Let’s break that down:

  • > /var/log/my-script.log: Redirects standard output to a specific, sensible log file.
  • 2>&1: This means “redirect file descriptor 2 (stderr) to wherever file descriptor 1 (stdout) is currently going.” So both stdout and stderr go to the same log file. If you want them separate, you can do 2> error.log.

This gives you clean, predictable logging and avoids the nohup.out pile-up.

nohup’s Quirks and Limitations

nohup is a brilliant old tool, but it has some rough edges. It’s our job to acknowledge them.

  • It’s Not a Session Manager. This is the big one. nohup protects the process from SIGHUP, but it doesn’t magically re-parent it to init (PID 1) like a proper daemon. If your process is sensitive to its parent dying (e.g., it’s a shell script that might try to communicate with the shell that started it), you might see odd behavior. For truly robust backgrounding, nohup is often just the first step paired with disown (a shell builtin that removes the job from the shell’s job table) or better yet, a full terminal multiplexer like tmux.
  • Input is Ignored.
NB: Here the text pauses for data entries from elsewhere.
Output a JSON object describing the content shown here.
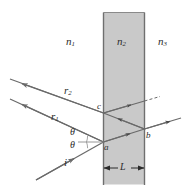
{
  "figure": {
    "colors": {
      "background": "#ffffff",
      "slab_fill": "#c9c9c9",
      "slab_edge": "#6f6f6f",
      "ray_stroke": "#6a6a6a",
      "label_color": "#2b2b2b"
    },
    "media_labels": [
      {
        "name": "medium-1-index",
        "text": "n",
        "sub": "1"
      },
      {
        "name": "medium-2-index",
        "text": "n",
        "sub": "2"
      },
      {
        "name": "medium-3-index",
        "text": "n",
        "sub": "3"
      }
    ],
    "ray_labels": [
      {
        "name": "reflected-ray-2-label",
        "text": "r",
        "sub": "2"
      },
      {
        "name": "reflected-ray-1-label",
        "text": "r",
        "sub": "1"
      },
      {
        "name": "incident-ray-label",
        "text": "i",
        "sub": ""
      }
    ],
    "angle_labels": [
      {
        "name": "angle-theta-upper",
        "text": "θ"
      },
      {
        "name": "angle-theta-lower",
        "text": "θ"
      }
    ],
    "point_labels": [
      {
        "name": "point-a-label",
        "text": "a"
      },
      {
        "name": "point-b-label",
        "text": "b"
      },
      {
        "name": "point-c-label",
        "text": "c"
      }
    ],
    "dimension": {
      "name": "slab-thickness-label",
      "text": "L"
    }
  }
}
The message says “ignoring input” for a reason. If your script prompts a user for input, it will immediately hit an end-of-file and likely fail. nohup is only for non-interactive, fire-and-forget commands.
  • The nohup.out Default. We’ve already covered this, but it bears repeating: relying on the default nohup.out is for amateurs. Be explicit.

The nohup && disown One-Two Punch

So you started a job without nohup and suddenly realize you need to log out. Panic? Nah. Your shell probably has you covered with disown.

First, background the running job if it’s not already: press Ctrl+Z to suspend it, then type bg to resume it in the background. Or, if it’s already running, just use bg.

Then, use the disown command to sever the tie between the job and your shell.

$ ./massive-job.sh
# ...oops, I need to leave. Ctrl+Z to suspend.
[1]+  Stopped                 ./massive-job.sh
$ bg
[1]+ ./massive-job.sh &
$ disown %1

Now that job is no longer on your shell’s guest list and won’t receive the SIGHUP. You can combine this with nohup for a belt-and-suspenders approach: start with nohup, background it, and then disown it to be extra sure. It’s a bit redundant, but it works.

In the end, nohup is a venerable and incredibly useful tool. It’s the quickest way to make a process stubborn enough to survive your departure. Just remember its limitations, always manage your own logging, and know that for truly complex operations, you’ll eventually want to graduate to a tool like tmux or systemd services. But for a quick fix? nohup is your old reliable friend.